The crowd of holidaymakers continued to stare up at him in stunned amazement.

It was Higgins who broke the silence again. 'But Murgatroyd, old man, what about the bank? What about Ponder's End?'

'And what about me?' wailed Edna Murgatroyd.

He considered each question judiciously.

'To hell with the bank,' he said at length. 'To hell with Ponder's End. And, madam, to hell with you.'

With that he turned and mounted the last few steps. A burst of cheering broke out behind him. As he went down the corridor to his room he was pursued by a bibulous valediction.

'Good on yer, Murgatroyd.'

THERE ARE SOME DAYS …

THE
ST KILIAN
ROLL-ON ROLL-OFF ferry from Le Havre buried her nose in another oncoming sea and pushed her blunt bulk a few yards nearer to Ireland. From somewhere on A deck driver Liam Clarke leaned over the rail and stared forward to make out the low hills of County Wexford coming closer.
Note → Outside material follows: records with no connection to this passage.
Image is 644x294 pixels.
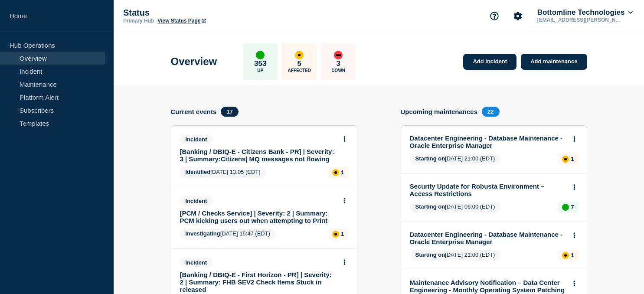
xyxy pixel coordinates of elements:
[334,50,343,59] div: down
[536,8,635,17] button: Bottomline Technologies
[180,167,266,178] span: [DATE] 13:05 (EDT)
[185,169,211,175] span: Identified
[571,155,574,162] p: 1
[401,108,478,115] h4: Upcoming maintenances
[410,201,501,213] span: [DATE] 06:00 (EDT)
[410,230,567,245] a: Datacenter Engineering - Database Maintenance - Oracle Enterprise Manager
[171,55,217,68] h1: Overview
[295,50,304,59] div: affected
[257,68,263,73] p: Up
[180,196,213,206] span: Incident
[341,169,344,175] p: 1
[482,107,499,117] span: 22
[123,18,154,24] p: Primary Hub
[410,249,501,261] span: [DATE] 21:00 (EDT)
[180,271,336,293] a: [Banking / DBIQ-E - First Horizon - PR] | Severity: 2 | Summary: FHB SEV2 Check Items Stuck in re...
[180,134,213,144] span: Incident
[254,59,266,68] p: 353
[509,7,527,25] button: Account settings
[332,68,345,73] p: Down
[415,251,445,258] span: Starting on
[485,7,504,25] button: Support
[180,148,336,163] a: [Banking / DBIQ-E - Citizens Bank - PR] | Severity: 3 | Summary:Citizens| MQ messages not flowing
[288,68,311,73] p: Affected
[157,18,206,24] a: View Status Page
[410,134,567,149] a: Datacenter Engineering - Database Maintenance - Oracle Enterprise Manager
[415,155,445,162] span: Starting on
[415,203,445,210] span: Starting on
[185,230,220,237] span: Investigating
[332,230,339,238] div: affected
[171,108,217,115] h4: Current events
[562,155,569,163] div: affected
[562,252,569,259] div: affected
[571,252,574,258] p: 1
[180,209,336,224] a: [PCM / Checks Service] | Severity: 2 | Summary: PCM kicking users out when attempting to Print
[463,54,516,70] a: Add incident
[536,17,626,23] p: [EMAIL_ADDRESS][PERSON_NAME][DOMAIN_NAME]
[256,50,264,59] div: up
[180,228,276,240] span: [DATE] 15:47 (EDT)
[410,153,501,165] span: [DATE] 21:00 (EDT)
[221,107,238,117] span: 17
[298,59,302,68] p: 5
[521,54,587,70] a: Add maintenance
[332,169,339,176] div: affected
[180,257,213,268] span: Incident
[571,204,574,210] p: 7
[336,59,340,68] p: 3
[410,182,567,197] a: Security Update for Robusta Environment – Access Restrictions
[123,8,297,18] p: Status
[341,230,344,237] p: 1
[562,204,569,211] div: up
In another twenty minutes the Irish Continental Line ferry would dock in the small port of Rosslare and another European run would be completed. Clarke glanced at his watch; it was twenty to two in the afternoon and he was looking forward to being with his family in Dublin in time for supper.

She was on time again. Clarke left the rail, returned to the passenger lounge and collected his grip. He saw no reason to wait any longer and descended to the car deck three levels down where his juggernaut transport waited with the others. Car passengers would not be called for another ten minutes, but he thought he might as well get settled in his cab. The novelty of watching the ferry dock had long worn off; the racing page of the Irish newspaper he had bought on board, though twenty-four hours old, was more interesting.
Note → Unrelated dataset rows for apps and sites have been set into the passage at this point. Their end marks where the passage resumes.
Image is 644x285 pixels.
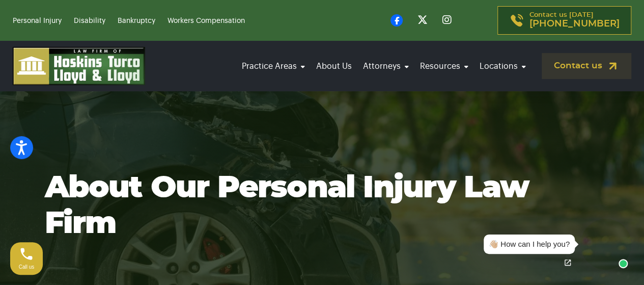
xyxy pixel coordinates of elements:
a: Disability [74,17,105,24]
a: Attorneys [360,52,412,81]
div: 👋🏼 How can I help you? [489,239,570,250]
span: [PHONE_NUMBER] [529,19,620,29]
img: logo [13,47,145,85]
a: Workers Compensation [168,17,245,24]
span: Call us [19,264,35,270]
a: Bankruptcy [118,17,155,24]
h1: About Our Personal Injury Law Firm [45,170,600,242]
a: About Us [313,52,355,81]
a: Contact us [DATE][PHONE_NUMBER] [498,6,631,35]
a: Open chat [557,252,578,273]
p: Contact us [DATE] [529,12,620,29]
a: Locations [476,52,529,81]
a: Contact us [542,53,631,79]
a: Practice Areas [239,52,308,81]
a: Personal Injury [13,17,62,24]
a: Resources [417,52,472,81]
He hauled himself up into the warm comfort of his cab and settled down to wait until the big doors in the bow opened to let him out onto the quay of Rosslare. Above the sun visor in front of him his sheaf of customs documents was safely stacked, ready to be produced in the shed.

The
St Kilian
passed the tip of the harbour mole at five minutes before the hour and the doors opened on the dot of two. Already the lower car deck was a-roar with noise as impatient tourists started up their engines well before necessary. They always did. Fumes belched from a hundred exhausts, but the heavy trucks were up front and they came off first. Time, after all, was money.

Clarke pressed the starter button and the engine of his big Volvo artic throbbed into life. He was third in line when the marshal waved them forward. The other two trucks breasted the clanking steel ramp to the quayside with a boom of exhausts and Clarke followed them. In the muted calm of his cab he heard the hiss of the hydraulic brakes being released, and then the steel planking was under him.

With the echoing thunder of the other engines and the clang of the steel plates beneath his wheels he failed to hear the sharp crack that came from his own truck, somewhere beneath and behind him. Up from the hold of the
St Kilian
he came, down the 200 yards of cobbled quay and into the gloom again, this time of the great vaulted customs shed. Through the windscreen he made out one of the officers waving him into a bay beside the preceding trucks and he followed the gestures. When he was in position he shut down the engine, took his sheaf of papers from the sun visor and descended to the concrete floor. He knew most of the customs officers, being a regular, but not this one. The man nodded and held out his hand for the documents. He began to riffle through them.

It only took the officer ten minutes to satisfy himself that all was in order — licence, insurance, cargo manifest, duty paid, permits and so forth — the whole gamut of controls apparently required to move merchandise from one country to another even within the Common Market. He was about to hand them all back to Clarke when something caught his eye.

'Hello, what the hell's that?' he asked.

Clarke followed the line of his gaze and saw beneath the cab section of the truck a steadily spreading pool of oil. It was dripping from somewhere close to the rear axle of the section.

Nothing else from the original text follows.